Within the application part, we are dealing with identity, tenant isolation, and data partitioning. It's very important how identity is provided and how it flows inside our system because we need to know after each user logs in which tenant is bound to that user, and this can influence the infrastructure part of the story.
Tenant isolation is generally achieved using Kubernetes Namespaces but we still have a lot of additional configurations on Amazon IAM, S3 DynamoDB, Cognito, and other services. Data can be partitioned in different ways, however, in example we saw a shared S3 bucket and DynamoDB where we have separated tables and folders for each tenant.
Operations mean monitoring the SaaS system in general as well as individual tenants and reacting to certain things and improving services. Here we can perform various data analytics, management operations, billing, etc. So we are talking about business and technical parts at the same time since we are improving both. Previously explained is illustrated in the image below.
What are the advantages and disadvantages of using EKS for building multi-tenant SaaS applications? Kubernetes has resources such as namespaces which are “isolated” by their nature so some part of isolation is already done, however, there are still some configurations based on how complex the system is and how many resources are included beyond EKS. Even though the namespace helps us isolate compute resources the isolation is not complete. On the other hand, EKS is a managed service so the control plane is not something that you should worry about, and also EKS provides high availability and scalability to the control plane so you as a SaaS provider can focus more on worker nodes and other parts of the infrastructure. EKS works great with Elastic Load Balancer so it helps to automate balancing the load. One of the downsides would be that the outage will be distributed through all tenants. If infrastructure will be almost the same for every tenant, this approach for building multi-tenant SaaS can be a very good option. However, if infrastructure and features differ from tenant to tenant then it would be better to go with some type of silo model where you can have much more customizations.
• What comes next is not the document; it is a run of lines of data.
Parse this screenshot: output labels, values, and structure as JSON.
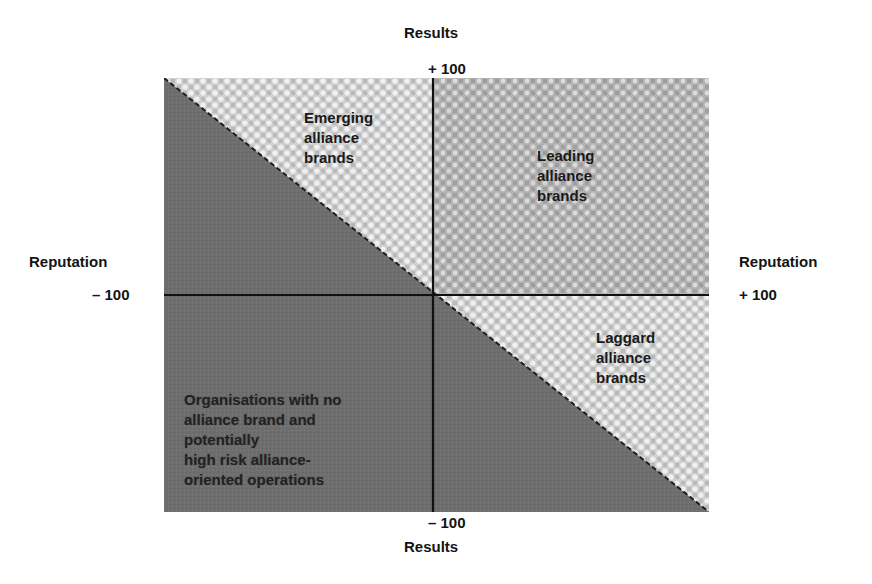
{
  "diagram": {
    "type": "quadrant-matrix",
    "axes": {
      "vertical": {
        "name_top": "Results",
        "name_bottom": "Results",
        "max_label": "+ 100",
        "min_label": "– 100"
      },
      "horizontal": {
        "name_left": "Reputation",
        "name_right": "Reputation",
        "min_label": "– 100",
        "max_label": "+ 100"
      }
    },
    "regions": {
      "emerging": "Emerging\nalliance\nbrands",
      "leading": "Leading\nalliance\nbrands",
      "laggard": "Laggard\nalliance\nbrands",
      "no_brand": "Organisations with no\nalliance brand and\npotentially\nhigh risk alliance-\noriented operations"
    },
    "colors": {
      "dark_region": "#6c6c6c",
      "light_region": "#d2d2d2",
      "medium_region": "#b0b0b0",
      "axis_line": "#111111",
      "diagonal": "#222222"
    }
  }
}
This blog post dove deeper into the implementation of multi-tenant SaaS applications using Amazon EKS and with help of other AWS services. Now it should be very clear how the business strategy and technology part of SaaS solutions are combined and complement each other. Customer satisfaction is the number one priority for SaaS providers and EKS allows them to deploy not only new tenants but new features very rapidly. When using EKS we can logically isolate tenants in the shared underlying infrastructure but of course it has ups and downs. Besides that, we learned that other components of the SaaS system help us welcome new customers and monitor their resource usage to improve communication and pivot based on customer feedback. In the end, I want to remind you to think of this as an example to learn the most important concepts of multi-tenant SaaS systems. Thanks for reading and I hope you enjoyed it!